23.09.2025 18:33 — 👍 985 🔁 172 💬 90 📌 12223 September 1943, Carabiniere Salvo D'Acquisto is executed by German paratroopers at Torre di Palidoro, near Rome. He falsely confesses responsibility for an explosion that kills two Germans to save the lives of 22 innocent civilians rounded up for execution in reprisal [Thread] >> 1
22.09.2024 18:38 — 👍 237 🔁 75 💬 7 📌 9Oh man this is cool
22.09.2025 12:27 — 👍 67 🔁 19 💬 1 📌 0We are looking at the Hall - a timber framed building, surrounded by flood water. The garden and trees are submerged under water.

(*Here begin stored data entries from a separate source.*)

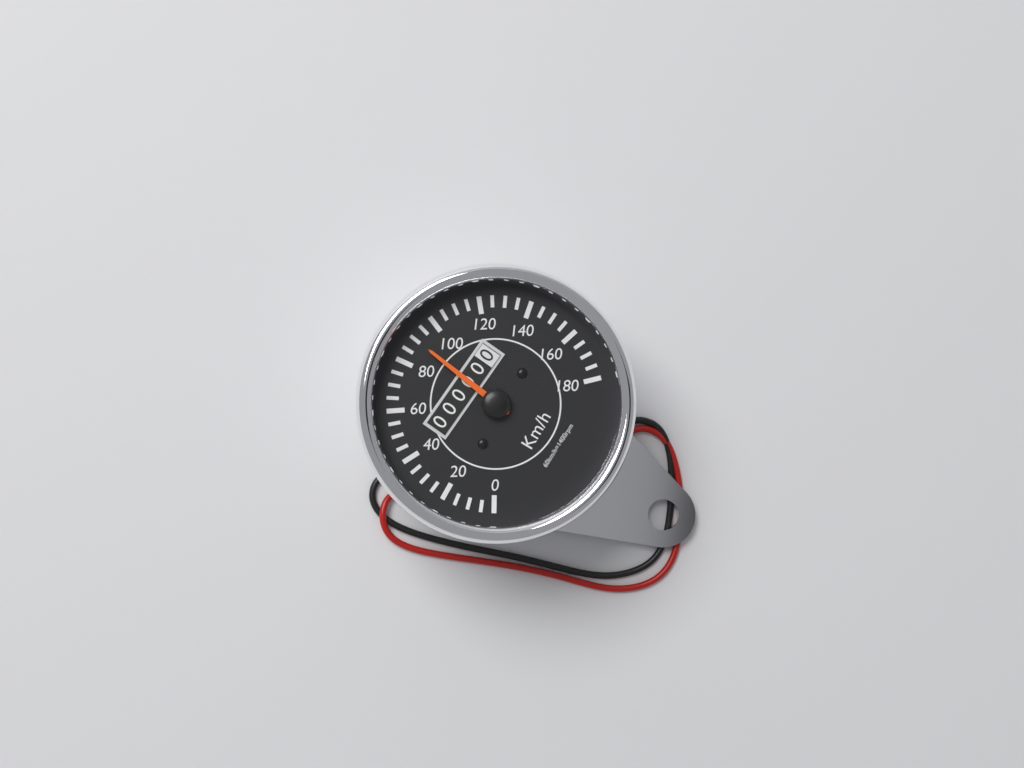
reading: 90 km/h
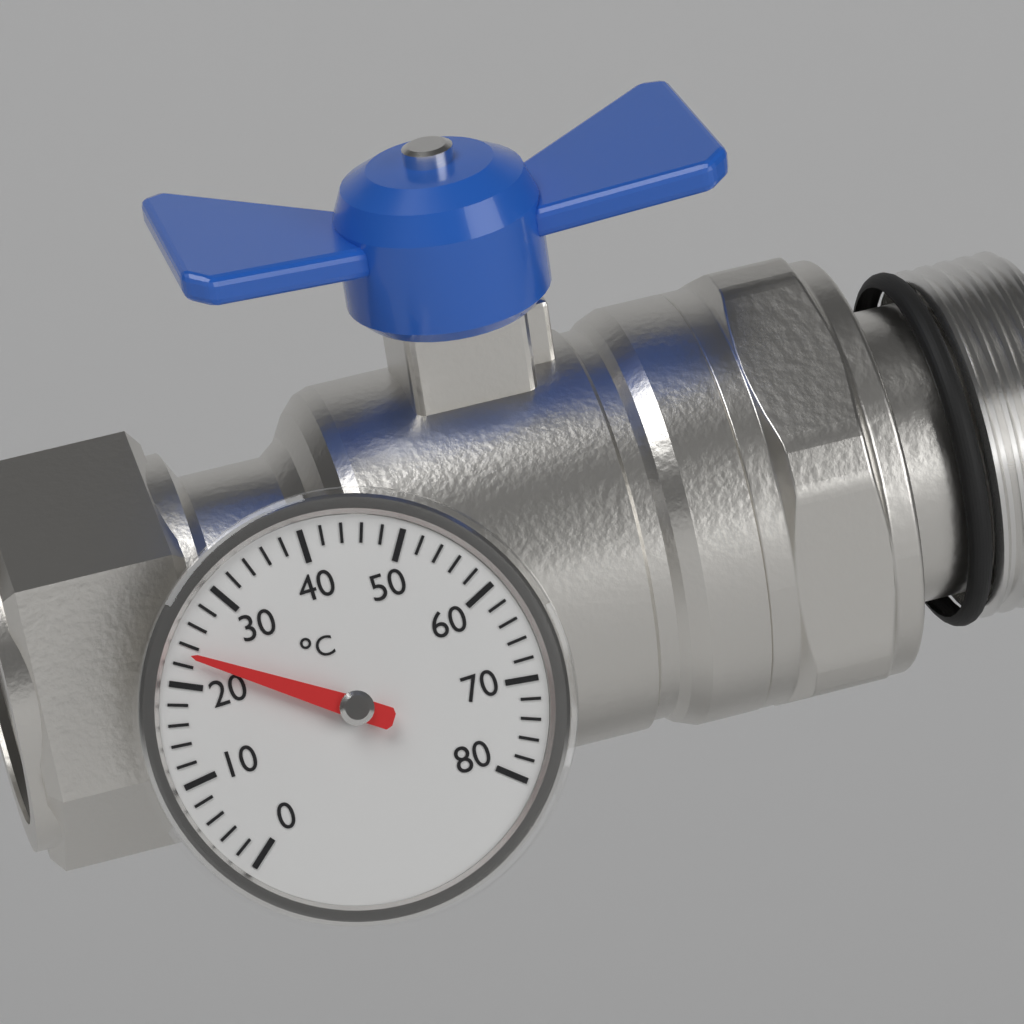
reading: 23 °C
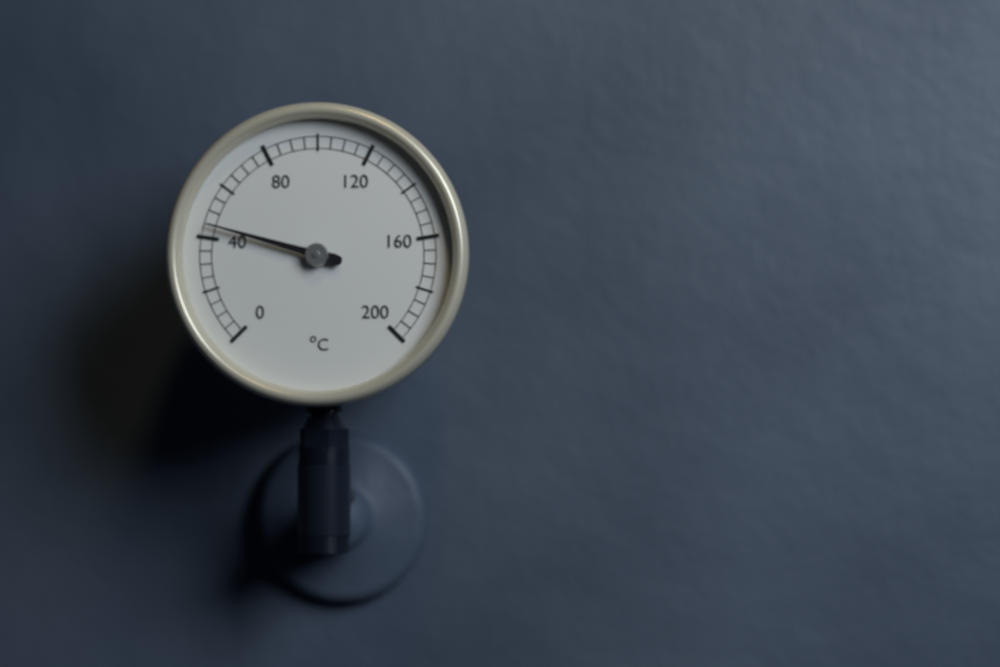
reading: 45 °C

After all the rain we have had over the last few days it's not surprising that the River Ouse in York has flooded (a little bit).
A similar soggy outcome happened nearly 10 years ago but with a far more serious outcome for the Hall.
Join us as we tell you about the 2015 Boxing Day floods.
Restricting H1-Bs and tariffing solar panels are, in particular, so comically stupid that when you hear them you should find an economist to give a hug.
22.09.2025 11:16 — 👍 398 🔁 42 💬 7 📌 0Good morning.
Immigration is good. Trade is good.
There are nuances but they are narrow enough that free and open movement of people and goods should be the default.
Has anyone liked or disliked any particular training resources for machine learning in Stata? Courses, videos...
If not in Stata, then in Python or R but pitched towards people trained in econometrics?